A tennis prodigy from Poland who combines ferocious topspin power with a psychologist's mind for the mental game.
Iga Świątek announced herself not with a gradual climb, but with a thunderclap, storming through the 2020 French Open as a teenage outsider without dropping a set. That first major victory was no fluke; it was the foundation for a reign built on brutal physicality, primarily her whipping forehand, and an intellectual approach she honed by studying sports psychology and listening to rock music through her headphones on court. She assembled a staggering 37-match winning streak in 2022, a run that showcased not just dominance but a profound consistency. Świątek carries the hopes of Poland with a quiet, focused intensity, redefining what it means to be a champion by prioritizing mental resilience as much as athletic power.
1997–2012
Born into smartphones, social media, and school shootings. The most diverse generation in history. Pragmatic about money, fluid about identity, anxious about the climate. They do not remember a world before the internet.
Iga was born in 2001, placing them squarely in the Generation Z. The events that shaped this generation — social media, climate anxiety, and a pandemic — shaped the world they entered and the choices available to them.
The biggest hits of 2001
#1 Movie
Harry Potter and the Sorcerer's Stone
Best Picture
A Beautiful Mind
#1 TV Show
Survivor
The world at every milestone
September 11 attacks transform the world
Twitter launches; Pluto reclassified as dwarf planet
Russia annexes Crimea; Ebola outbreak in West Africa
#MeToo movement; solar eclipse crosses the US
First image of a black hole; Hong Kong protests
Russia invades Ukraine; Queen Elizabeth II dies
She often listens to Led Zeppelin, AC/DC, and other rock music through her headphones before matches to focus.
Świątek holds a degree in psychology from high school and applies its principles to her on-court mentality.
She is an avid reader and named 'The Midnight Library' by Matt Haig as a book that influenced her perspective.
Her father, Tomasz Świątek, was an Olympic rower who competed for Poland in the 1988 Seoul Games.
“I'm not playing to be better than anyone else. I'm playing to be better than myself.”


_What the exercise asks_. Transcribe the records word for word. Leave every picture out.

[[ Materials provided, beginning ]]

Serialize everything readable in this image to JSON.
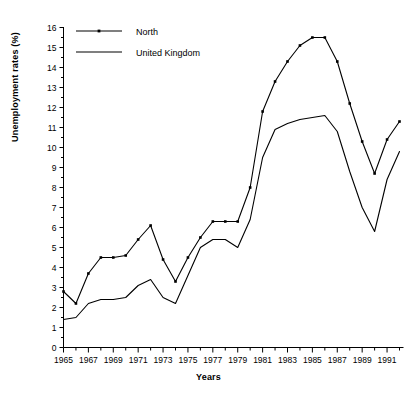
{
  "chart_data": {
    "type": "line",
    "title": "",
    "xlabel": "Years",
    "ylabel": "Unemployment rates (%)",
    "xlim": [
      1965,
      1992
    ],
    "ylim": [
      0,
      16
    ],
    "grid": false,
    "legend_position": "top-left",
    "y_ticks": [
      0,
      1,
      2,
      3,
      4,
      5,
      6,
      7,
      8,
      9,
      10,
      11,
      12,
      13,
      14,
      15,
      16
    ],
    "y_tick_labels": [
      "0",
      "1",
      "2",
      "3",
      "4",
      "5",
      "6",
      "7",
      "8",
      "9",
      "10",
      "11",
      "12",
      "13",
      "14",
      "15",
      "16"
    ],
    "x_ticks": [
      1965,
      1966,
      1967,
      1968,
      1969,
      1970,
      1971,
      1972,
      1973,
      1974,
      1975,
      1976,
      1977,
      1978,
      1979,
      1980,
      1981,
      1982,
      1983,
      1984,
      1985,
      1986,
      1987,
      1988,
      1989,
      1990,
      1991,
      1992
    ],
    "x_tick_labels": [
      "1965",
      "",
      "1967",
      "",
      "1969",
      "",
      "1971",
      "",
      "1973",
      "",
      "1975",
      "",
      "1977",
      "",
      "1979",
      "",
      "1981",
      "",
      "1983",
      "",
      "1985",
      "",
      "1987",
      "",
      "1989",
      "",
      "1991",
      ""
    ],
    "x": [
      1965,
      1966,
      1967,
      1968,
      1969,
      1970,
      1971,
      1972,
      1973,
      1974,
      1975,
      1976,
      1977,
      1978,
      1979,
      1980,
      1981,
      1982,
      1983,
      1984,
      1985,
      1986,
      1987,
      1988,
      1989,
      1990,
      1991,
      1992
    ],
    "series": [
      {
        "name": "North",
        "marker": "square",
        "color": "#000000",
        "values": [
          2.8,
          2.2,
          3.7,
          4.5,
          4.5,
          4.6,
          5.4,
          6.1,
          4.4,
          3.3,
          4.5,
          5.5,
          6.3,
          6.3,
          6.3,
          8.0,
          11.8,
          13.3,
          14.3,
          15.1,
          15.5,
          15.5,
          14.3,
          12.2,
          10.3,
          8.7,
          10.4,
          11.3
        ]
      },
      {
        "name": "United Kingdom",
        "marker": "none",
        "color": "#000000",
        "values": [
          1.4,
          1.5,
          2.2,
          2.4,
          2.4,
          2.5,
          3.1,
          3.4,
          2.5,
          2.2,
          3.6,
          5.0,
          5.4,
          5.4,
          5.0,
          6.4,
          9.5,
          10.9,
          11.2,
          11.4,
          11.5,
          11.6,
          10.8,
          8.8,
          7.0,
          5.8,
          8.4,
          9.8
        ]
      }
    ]
  },
  "legend": {
    "items": [
      {
        "label": "North"
      },
      {
        "label": "United Kingdom"
      }
    ]
  }
}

[[ Materials provided, end ]]

_Result_.
Serialize everything readable in this image to JSON.
{
  "chart_data": {
    "type": "line",
    "title": "",
    "xlabel": "Years",
    "ylabel": "Unemployment rates (%)",
    "xlim": [
      1965,
      1992
    ],
    "ylim": [
      0,
      16
    ],
    "grid": false,
    "legend_position": "top-left",
    "y_ticks": [
      0,
      1,
      2,
      3,
      4,
      5,
      6,
      7,
      8,
      9,
      10,
      11,
      12,
      13,
      14,
      15,
      16
    ],
    "y_tick_labels": [
      "0",
      "1",
      "2",
      "3",
      "4",
      "5",
      "6",
      "7",
      "8",
      "9",
      "10",
      "11",
      "12",
      "13",
      "14",
      "15",
      "16"
    ],
    "x_ticks": [
      1965,
      1966,
      1967,
      1968,
      1969,
      1970,
      1971,
      1972,
      1973,
      1974,
      1975,
      1976,
      1977,
      1978,
      1979,
      1980,
      1981,
      1982,
      1983,
      1984,
      1985,
      1986,
      1987,
      1988,
      1989,
      1990,
      1991,
      1992
    ],
    "x_tick_labels": [
      "1965",
      "",
      "1967",
      "",
      "1969",
      "",
      "1971",
      "",
      "1973",
      "",
      "1975",
      "",
      "1977",
      "",
      "1979",
      "",
      "1981",
      "",
      "1983",
      "",
      "1985",
      "",
      "1987",
      "",
      "1989",
      "",
      "1991",
      ""
    ],
    "x": [
      1965,
      1966,
      1967,
      1968,
      1969,
      1970,
      1971,
      1972,
      1973,
      1974,
      1975,
      1976,
      1977,
      1978,
      1979,
      1980,
      1981,
      1982,
      1983,
      1984,
      1985,
      1986,
      1987,
      1988,
      1989,
      1990,
      1991,
      1992
    ],
    "series": [
      {
        "name": "North",
        "marker": "square",
        "color": "#000000",
        "values": [
          2.8,
          2.2,
          3.7,
          4.5,
          4.5,
          4.6,
          5.4,
          6.1,
          4.4,
          3.3,
          4.5,
          5.5,
          6.3,
          6.3,
          6.3,
          8.0,
          11.8,
          13.3,
          14.3,
          15.1,
          15.5,
          15.5,
          14.3,
          12.2,
          10.3,
          8.7,
          10.4,
          11.3
        ]
      },
      {
        "name": "United Kingdom",
        "marker": "none",
        "color": "#000000",
        "values": [
          1.4,
          1.5,
          2.2,
          2.4,
          2.4,
          2.5,
          3.1,
          3.4,
          2.5,
          2.2,
          3.6,
          5.0,
          5.4,
          5.4,
          5.0,
          6.4,
          9.5,
          10.9,
          11.2,
          11.4,
          11.5,
          11.6,
          10.8,
          8.8,
          7.0,
          5.8,
          8.4,
          9.8
        ]
      }
    ]
  },
  "legend": {
    "items": [
      {
        "label": "North"
      },
      {
        "label": "United Kingdom"
      }
    ]
  }
}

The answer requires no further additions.